Today is May Day. It's Labor Day for most of the world, the one day every year on which the work of people from every corner of the globe is recognized and celebrated. Every corner, that is, except North America. Neither the US nor Canada celebrate May Day -- in the US, we have our own Labor Day in early September, a move which definitely serves to undermine Americans' trans-national solidarity with other workers.
But May Day was born in the US, as a day of labor action which culminated in the Haymarket Massacre in Chicago. And even though we don't formally celebrate it here, today is a good time to remember the activists who fought, bled, and died for our rights in the workplace:
Most Americans don't realize that May Day has its origins here in this country and is as "American" as baseball and apple pie, and stemmed from the pre-Christian holiday of Beltane, a celebration of rebirth and fertility.
In the late nineteenth century, the working class was in constant struggle to gain the 8-hour work day. Working conditions were severe and it was quite common to work 10 to 16 hour days in unsafe conditions. Death and injury were commonplace at many work places and inspired such books as Upton Sinclair's The Jungle and Jack London's The Iron Heel. As early as the 1860's, working people agitated to shorten the workday without a cut in pay, but it wasn't until the late 1880's that organized labor was able to garner enough strength to declare the 8-hour workday. This proclamation was without consent of employers, yet demanded by many of the working class. . . .
In a proclamation printed just before May 1, 1886, one publisher appealed to working people with this plea:
Workingmen to Arms! War to the Palace, Peace to the Cottage, and Death to LUXURIOUS IDLENESS. The wage system is the only cause of the World's misery. It is supported by the rich classes, and to destroy it, they must be either made to work or DIE. One pound of DYNAMITE is better than a bushel of BALLOTS! MAKE YOUR DEMAND FOR EIGHT HOURS with weapons in your hands to meet the capitalistic bloodhounds, police, and militia in proper manner.
Not surprisingly the entire city [of Chicago] was prepared for mass bloodshed, reminiscent of the railroad strike a decade earlier when police and soldiers gunned down hundreds of striking workers. On May 1, 1886, more than 300,000 workers in 13,000 businesses across the United States walked off their jobs in the first May Day celebration in history. In Chicago, the epicenter for the 8-hour day agitators, 40,000 went out on strike with the anarchists in the forefront of the public's eye.
So even though you're probably not out on strike today, and you're not taking the day as a holiday, give a thought to those who struck and fought for dignity and the 8-hour day. And happy May Day.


About this task
The complete listing goes into the output exactly, without its pictures.
══════
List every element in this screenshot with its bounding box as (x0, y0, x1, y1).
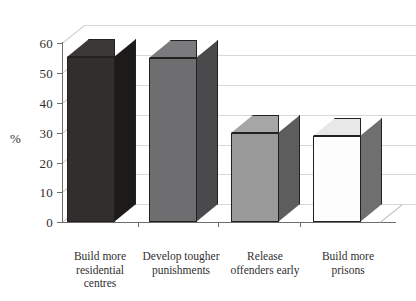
x-axis-line (62, 222, 396, 223)
y-tick-label-20: 20 (20, 156, 53, 172)
x-tick-1 (138, 222, 139, 227)
y-tick-60 (57, 43, 63, 44)
y-tick-label-60: 60 (20, 36, 53, 52)
bar-2-front-face (149, 58, 197, 222)
y-tick-10 (57, 192, 63, 193)
bar-build-more-residential-centres (67, 57, 115, 222)
bar-1-front-face (67, 57, 115, 222)
bar-release-offenders-early (231, 133, 279, 222)
category-label-3: Build more prisons (305, 250, 391, 277)
x-tick-3 (300, 222, 301, 227)
y-tick-label-50: 50 (20, 66, 53, 82)
y-tick-label-10: 10 (20, 185, 53, 201)
bar-2-top-face (149, 40, 197, 58)
bar-4-side-face (360, 118, 382, 222)
bar-3-top-face (231, 115, 279, 133)
gridline-60 (84, 25, 416, 26)
depth-line-60 (62, 25, 84, 43)
bar-3-front-face (231, 133, 279, 222)
bar-4-top-face (313, 118, 361, 136)
x-tick-2 (218, 222, 219, 227)
bar-1-side-face (114, 39, 136, 222)
y-axis-title: % (10, 131, 21, 147)
bar-4-front-face (313, 136, 361, 222)
floor-depth-edge-right (380, 204, 402, 222)
y-tick-30 (57, 133, 63, 134)
y-tick-40 (57, 103, 63, 104)
y-tick-label-0: 0 (20, 215, 53, 231)
y-tick-50 (57, 73, 63, 74)
bar-2-side-face (196, 40, 218, 222)
y-tick-label-40: 40 (20, 96, 53, 112)
bar-3-side-face (278, 115, 300, 222)
y-tick-label-30: 30 (20, 126, 53, 142)
bar-chart: 60 50 40 30 20 10 0 % Build more residen… (0, 0, 416, 301)
bar-1-top-face (67, 39, 115, 57)
category-label-0: Build more residential centres (57, 250, 143, 291)
bar-build-more-prisons (313, 136, 361, 222)
category-label-1: Develop tougher punishments (136, 250, 226, 277)
bar-develop-tougher-punishments (149, 58, 197, 222)
y-tick-0 (57, 222, 63, 223)
y-tick-20 (57, 163, 63, 164)
category-label-2: Release offenders early (222, 250, 308, 277)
══════
Solution to the problem
List every element in this screenshot with its bounding box as (x0, y0, x1, y1).
x-axis-line (62, 222, 396, 223)
y-tick-label-20: 20 (20, 156, 53, 172)
x-tick-1 (138, 222, 139, 227)
y-tick-60 (57, 43, 63, 44)
y-tick-label-60: 60 (20, 36, 53, 52)
bar-2-front-face (149, 58, 197, 222)
y-tick-10 (57, 192, 63, 193)
bar-build-more-residential-centres (67, 57, 115, 222)
bar-1-front-face (67, 57, 115, 222)
bar-release-offenders-early (231, 133, 279, 222)
category-label-3: Build more prisons (305, 250, 391, 277)
x-tick-3 (300, 222, 301, 227)
y-tick-label-50: 50 (20, 66, 53, 82)
y-tick-label-10: 10 (20, 185, 53, 201)
bar-2-top-face (149, 40, 197, 58)
bar-4-side-face (360, 118, 382, 222)
bar-3-top-face (231, 115, 279, 133)
gridline-60 (84, 25, 416, 26)
depth-line-60 (62, 25, 84, 43)
bar-3-front-face (231, 133, 279, 222)
bar-4-top-face (313, 118, 361, 136)
x-tick-2 (218, 222, 219, 227)
bar-1-side-face (114, 39, 136, 222)
y-axis-title: % (10, 131, 21, 147)
bar-4-front-face (313, 136, 361, 222)
floor-depth-edge-right (380, 204, 402, 222)
y-tick-30 (57, 133, 63, 134)
y-tick-40 (57, 103, 63, 104)
y-tick-label-0: 0 (20, 215, 53, 231)
y-tick-50 (57, 73, 63, 74)
bar-2-side-face (196, 40, 218, 222)
y-tick-label-40: 40 (20, 96, 53, 112)
bar-3-side-face (278, 115, 300, 222)
y-tick-label-30: 30 (20, 126, 53, 142)
bar-chart: 60 50 40 30 20 10 0 % Build more residen… (0, 0, 416, 301)
bar-1-top-face (67, 39, 115, 57)
category-label-0: Build more residential centres (57, 250, 143, 291)
bar-build-more-prisons (313, 136, 361, 222)
category-label-1: Develop tougher punishments (136, 250, 226, 277)
bar-develop-tougher-punishments (149, 58, 197, 222)
y-tick-0 (57, 222, 63, 223)
y-tick-20 (57, 163, 63, 164)
category-label-2: Release offenders early (222, 250, 308, 277)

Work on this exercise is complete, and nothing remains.